The articles & videos you see linked below are intended to give you a basic overview of the major points in the wage stagnation & cost disease debated. For the 1st section, please try to watch both videos (a little under 9 minutes total) and read the 2 short articles. The 2nd section is also very brief - two short articles and two videos totaling just over 9 minutes. As far as the 3rd section, I certainly don't expect everyone to read all of the articles, since the 2 by Scott are quite long. If you're pressed for time, just read the short article by Tyler Cowen & glance at the OECD stats on healthcare spending. (As you can see, I wrote down some notes summarizing the main points under Scott's 2 blog posts so you don't have to read them if you don't have time.) The 4th section is also just 4 short blog posts which should be easy to digest, but it's a rather "wonky" topic so if you're pressed for time just reading Scott's post should give you the general gist.

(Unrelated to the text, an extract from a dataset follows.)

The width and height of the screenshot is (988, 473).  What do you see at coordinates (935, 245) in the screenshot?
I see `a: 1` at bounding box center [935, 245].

NOTE: As usual, if you're interested, I've compiled a bibliography of articles & videos on the subject we're covering here which provide more detail: https://www.meetup.com/Philadelphia-Political-Agnostics/messages/boards/thread/50862044
IS IT TRUE THAT WAGES IN THE U.S. HAVE STAGNATED SINCE THE '70s AND HAVEN'T KEPT PACE WITH THE COST OF LIVING? IS THIS SOMETHING UNIQUE TO AMERICAN CAPITALISM OR IS IT A GLOBAL PHENOMENON?
- Gulzar Natarajan, "The Great Wage Stagnation" (short blog post)

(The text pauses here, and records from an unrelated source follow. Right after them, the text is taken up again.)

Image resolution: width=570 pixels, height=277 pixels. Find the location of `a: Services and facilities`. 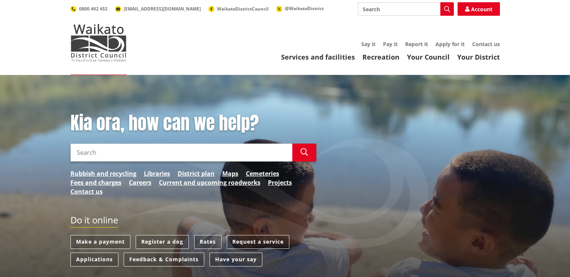

a: Services and facilities is located at coordinates (318, 57).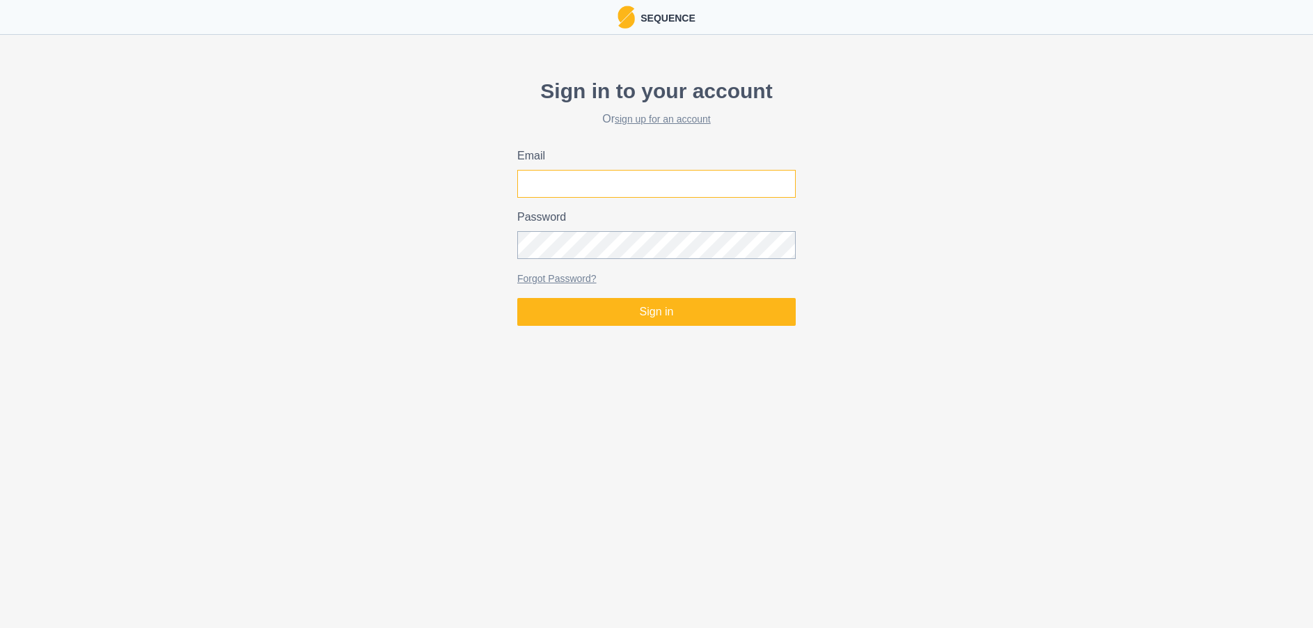  What do you see at coordinates (656, 312) in the screenshot?
I see `button: Sign in` at bounding box center [656, 312].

http://gulzar05.blogspot.com/2011/11/great-wage-stagnation.html
Natarajan cites a report from the Resolution Foundation that shows that looked at 10 developed countries (US, UK, Japan, Canada, Australia, France, Germany, Denmark, Finland, Sweden) and found that all of them had experience wage stagnation in the 2000s, and some had experience it in the '80s & '90s as well, and that wages as a share of total employee compensation has been declining as well (i.e. more pay was in the form of non-wage benefits).
- Don Boudreaux, "The Real 'Truth About the Economy:' Have Wages Stagnated?" (video - 5:13 min.)
https://www.youtube.com/watch?v=s6FmhXQ32Wo
Boudreaux take issues with Robert Reich's video "The Truth About the Economy" that claimed, adjusting for inflation, most Americans' wages have stagnated for the past 30 years. Boudreaux has 3 counterarguments: (1) He outlines that using different measures for inflation yields different results, and while a CPI adjustment shows a 4% average wage decline over the past 30 years, the PCE shows a 10% rise in wages and GDP deflator shows a 18% rise. (2) He argues that once we adjust for inflation and account for non-wage benefits, we see a 26% rise in average wages between 1976 & 2006. (3) He emphasizes that income brackets aren't individuals -- i.e. most individual Americans have seen their wages increase over the years as they've learned new skills & advanced their careers, but more low-skill immigrants joined the American workforce and pulled the average wage down.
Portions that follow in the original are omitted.